US says 5 IDF units violated human rights: 4 have remediated, one being reviewed
Cases predate Gaza war; Washington says it received new info from Israel on 5th unit — thought to be Netzah Yehuda Battalion — after Jerusalem last week feared imminent sanctions
WASHINGTON — The United States found five units of Israel’s security forces responsible for gross violations of human rights, the first time Washington has reached such a conclusion about Israeli forces, the State Department said on Monday, though it has not barred any of the units from receiving US military assistance.
The incidents in question took place outside of Gaza before conflict broke out between Israel and Hamas in October.
Israel has conducted “remediation” in the cases of four of the units in compliance with US law prohibiting military assistance to security force units that commit such abuses and have not been brought to justice, State Department deputy spokesperson Vedant Patel told reporters.
Patel declined to offer specifics on the violations US officials looked at, which units were involved or what remediation steps were taken.
“Four of these units have effectively remediated these violations, which is what we expect partners to do,” Patel said. In the case of a fifth unit, Washington has not yet determined whether there has been sufficient remediation and was still in discussions with Israel, he said.
The fifth unit is believed to be the Netzah Yehuda Battalion of the Israel Defense Forces, which has been implicated in the 2022 death of 78-year-old Palestinian-American Omar As’ad.
Reports last week that the US could take action against Netzah Yehuda were strongly condemned by Israeli leadership, with Prime Minister Benjamin Netanyahu, Defense Minister Yoav Gallant and other ministers in the government publicly calling on the US not to go ahead with sanctions.
Israeli officials, including Gallant and war cabinet minister Benny Gantz, held separate talks with US Secretary of State Antony Blinken in an effort to prevent Washington from going ahead with slapping sanctions on Netzah Yehuda, a Kfir infantry brigade battalion designed for religious troops that is largely comprised of ultra-Orthodox nationalists.
In a letter to House Speaker Mike Johnson made public Friday, Blinken said the US would hold off on any decision about aid to the battalion while it reviews new information provided by Israel.
An Israeli official told The Times of Israel Monday that Jerusalem “categorically rejects any attempts to harm the IDF and Israel’s right to defend itself.”
The official added that nothing — not Iran and its proxies, State Department findings, or ICC warrants — will keep Israel from achieving its war aims.
Blinken earlier this month said he had made “determinations” regarding accusations that Israel violated a set of US laws that prohibit providing military assistance to individuals or security force units that commit gross violations of human rights.
The Leahy Laws, authored by US Senator Patrick Leahy in the late 1990s, prohibit providing military assistance to individuals or security force units that commit gross violations of human rights and have not been brought to justice.
Netzah Yehuda was set up in 1999 to accommodate the religious beliefs of ultra-Orthodox Jews and other religious nationalist recruits in the army.
The battalion has been at the center of several controversies in the past connected to right-wing extremism and violence against Palestinians, notably including the 2022 death of As’ad, who died after being detained, handcuffed, blindfolded and later abandoned in near-freezing conditions by soldiers of the battalion.
Following this incident and other reports of alleged abuse Palestinians suffered at the hands of the battalion’s soldiers, the IDF decided to move it out of the West Bank in December 2022.
No steps were taken, however, to hold specific soldiers accountable for the repeated incidents of misconduct against Palestinians that ran rampant in Netzah Yehuda, a US official told The Times of Israel earlier this week, explaining the unprecedented decision to consider sanctioning an Israeli military unit.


■ Work to complete
Check every line of the entries below for "marriage", and copy the lines that have it.

■ Dataset records

Content starts

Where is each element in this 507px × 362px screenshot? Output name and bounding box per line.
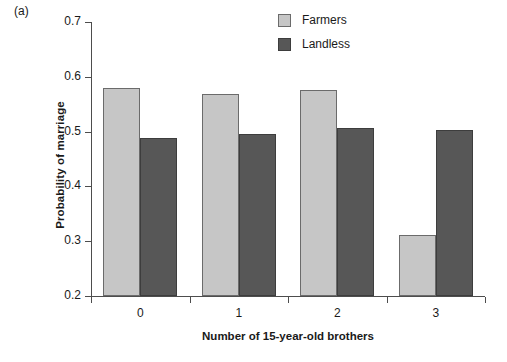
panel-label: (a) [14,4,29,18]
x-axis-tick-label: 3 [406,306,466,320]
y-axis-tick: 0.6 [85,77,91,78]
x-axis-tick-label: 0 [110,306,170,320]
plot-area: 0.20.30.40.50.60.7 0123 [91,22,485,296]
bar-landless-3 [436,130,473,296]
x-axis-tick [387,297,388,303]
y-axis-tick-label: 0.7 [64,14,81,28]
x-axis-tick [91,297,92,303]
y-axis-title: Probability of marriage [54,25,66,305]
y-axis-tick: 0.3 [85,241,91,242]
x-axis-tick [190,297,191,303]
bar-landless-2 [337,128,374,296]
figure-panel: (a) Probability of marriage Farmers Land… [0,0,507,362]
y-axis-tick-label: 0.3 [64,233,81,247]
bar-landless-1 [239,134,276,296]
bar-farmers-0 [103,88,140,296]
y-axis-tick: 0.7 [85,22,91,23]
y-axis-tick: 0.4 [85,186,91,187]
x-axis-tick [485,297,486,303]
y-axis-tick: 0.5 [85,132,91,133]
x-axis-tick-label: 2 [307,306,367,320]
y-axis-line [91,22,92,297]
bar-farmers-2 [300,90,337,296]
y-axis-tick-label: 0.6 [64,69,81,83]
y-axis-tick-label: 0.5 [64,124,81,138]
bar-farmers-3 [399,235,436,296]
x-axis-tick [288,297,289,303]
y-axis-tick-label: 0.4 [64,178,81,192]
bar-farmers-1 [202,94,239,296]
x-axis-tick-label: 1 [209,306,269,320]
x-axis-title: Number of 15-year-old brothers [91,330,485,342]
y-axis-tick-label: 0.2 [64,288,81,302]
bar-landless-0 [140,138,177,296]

Content ends
Content starts

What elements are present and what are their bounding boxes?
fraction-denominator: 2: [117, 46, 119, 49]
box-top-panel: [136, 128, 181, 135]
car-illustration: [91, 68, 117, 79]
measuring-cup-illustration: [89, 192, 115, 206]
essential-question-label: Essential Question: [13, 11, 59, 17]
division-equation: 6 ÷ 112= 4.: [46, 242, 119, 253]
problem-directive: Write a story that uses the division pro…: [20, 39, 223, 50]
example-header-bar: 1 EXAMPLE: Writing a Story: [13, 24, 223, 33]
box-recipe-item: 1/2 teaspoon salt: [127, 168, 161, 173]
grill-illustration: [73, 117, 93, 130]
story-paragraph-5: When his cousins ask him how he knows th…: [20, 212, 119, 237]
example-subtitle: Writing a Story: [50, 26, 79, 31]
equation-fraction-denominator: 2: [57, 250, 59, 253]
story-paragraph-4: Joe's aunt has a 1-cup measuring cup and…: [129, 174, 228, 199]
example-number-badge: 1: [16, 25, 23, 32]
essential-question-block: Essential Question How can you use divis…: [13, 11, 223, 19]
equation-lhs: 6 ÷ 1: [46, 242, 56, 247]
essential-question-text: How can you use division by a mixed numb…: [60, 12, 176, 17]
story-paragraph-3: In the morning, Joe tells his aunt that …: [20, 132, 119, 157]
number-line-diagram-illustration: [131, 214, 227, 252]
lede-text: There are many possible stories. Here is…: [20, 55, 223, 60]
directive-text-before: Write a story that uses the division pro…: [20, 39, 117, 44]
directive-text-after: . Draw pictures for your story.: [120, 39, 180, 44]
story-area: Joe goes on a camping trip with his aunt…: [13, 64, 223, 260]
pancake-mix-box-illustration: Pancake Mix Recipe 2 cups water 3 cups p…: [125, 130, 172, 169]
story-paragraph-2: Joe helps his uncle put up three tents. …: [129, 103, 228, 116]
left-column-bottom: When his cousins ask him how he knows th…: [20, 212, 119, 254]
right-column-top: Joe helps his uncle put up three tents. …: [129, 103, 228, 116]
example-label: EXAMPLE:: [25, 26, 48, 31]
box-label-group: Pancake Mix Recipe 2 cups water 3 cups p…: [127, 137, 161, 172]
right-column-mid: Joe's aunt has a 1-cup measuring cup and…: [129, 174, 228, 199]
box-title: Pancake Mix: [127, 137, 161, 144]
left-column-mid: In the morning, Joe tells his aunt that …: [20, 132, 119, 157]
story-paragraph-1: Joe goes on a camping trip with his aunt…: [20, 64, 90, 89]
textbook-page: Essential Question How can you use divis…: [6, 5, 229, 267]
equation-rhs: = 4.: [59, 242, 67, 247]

Content ends
Content starts

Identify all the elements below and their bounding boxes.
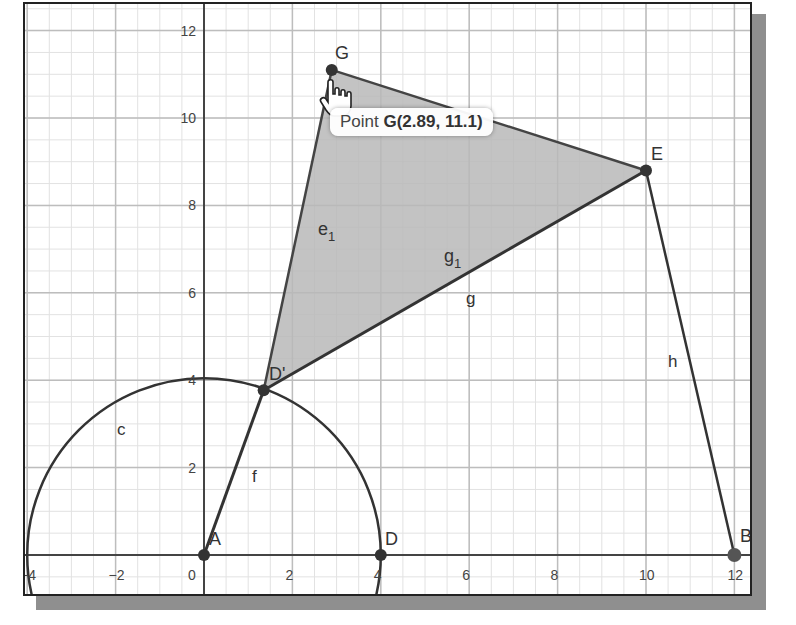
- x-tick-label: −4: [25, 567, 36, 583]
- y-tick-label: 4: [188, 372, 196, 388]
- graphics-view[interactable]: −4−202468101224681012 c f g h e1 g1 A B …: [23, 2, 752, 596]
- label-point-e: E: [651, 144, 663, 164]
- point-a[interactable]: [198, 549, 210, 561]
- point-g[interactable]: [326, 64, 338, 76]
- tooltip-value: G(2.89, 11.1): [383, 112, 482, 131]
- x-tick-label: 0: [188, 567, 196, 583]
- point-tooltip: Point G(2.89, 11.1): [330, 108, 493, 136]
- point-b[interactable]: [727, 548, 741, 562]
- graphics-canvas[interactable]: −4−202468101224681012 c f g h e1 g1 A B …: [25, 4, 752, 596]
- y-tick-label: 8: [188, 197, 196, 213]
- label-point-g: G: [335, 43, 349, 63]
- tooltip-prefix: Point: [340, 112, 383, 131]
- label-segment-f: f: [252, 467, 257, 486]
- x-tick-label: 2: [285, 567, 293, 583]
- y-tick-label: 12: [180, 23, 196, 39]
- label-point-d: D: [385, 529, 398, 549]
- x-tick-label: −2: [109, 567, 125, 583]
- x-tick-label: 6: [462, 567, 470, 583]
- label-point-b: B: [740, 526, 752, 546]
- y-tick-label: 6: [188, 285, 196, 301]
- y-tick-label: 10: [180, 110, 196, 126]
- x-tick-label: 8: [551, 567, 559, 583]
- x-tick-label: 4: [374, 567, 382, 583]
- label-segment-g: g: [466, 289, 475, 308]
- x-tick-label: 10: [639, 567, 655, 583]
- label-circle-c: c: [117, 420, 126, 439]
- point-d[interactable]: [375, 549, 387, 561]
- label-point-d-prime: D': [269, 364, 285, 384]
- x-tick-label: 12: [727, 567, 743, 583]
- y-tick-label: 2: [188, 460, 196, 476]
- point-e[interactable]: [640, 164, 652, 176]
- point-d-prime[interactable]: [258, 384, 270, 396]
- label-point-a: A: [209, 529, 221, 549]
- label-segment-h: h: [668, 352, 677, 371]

Content ends

■ Exercise result
y-axis-title: Probability of marriage [54,25,66,305]
figure-panel: (a) Probability of marriage Farmers Land… [0,0,507,362]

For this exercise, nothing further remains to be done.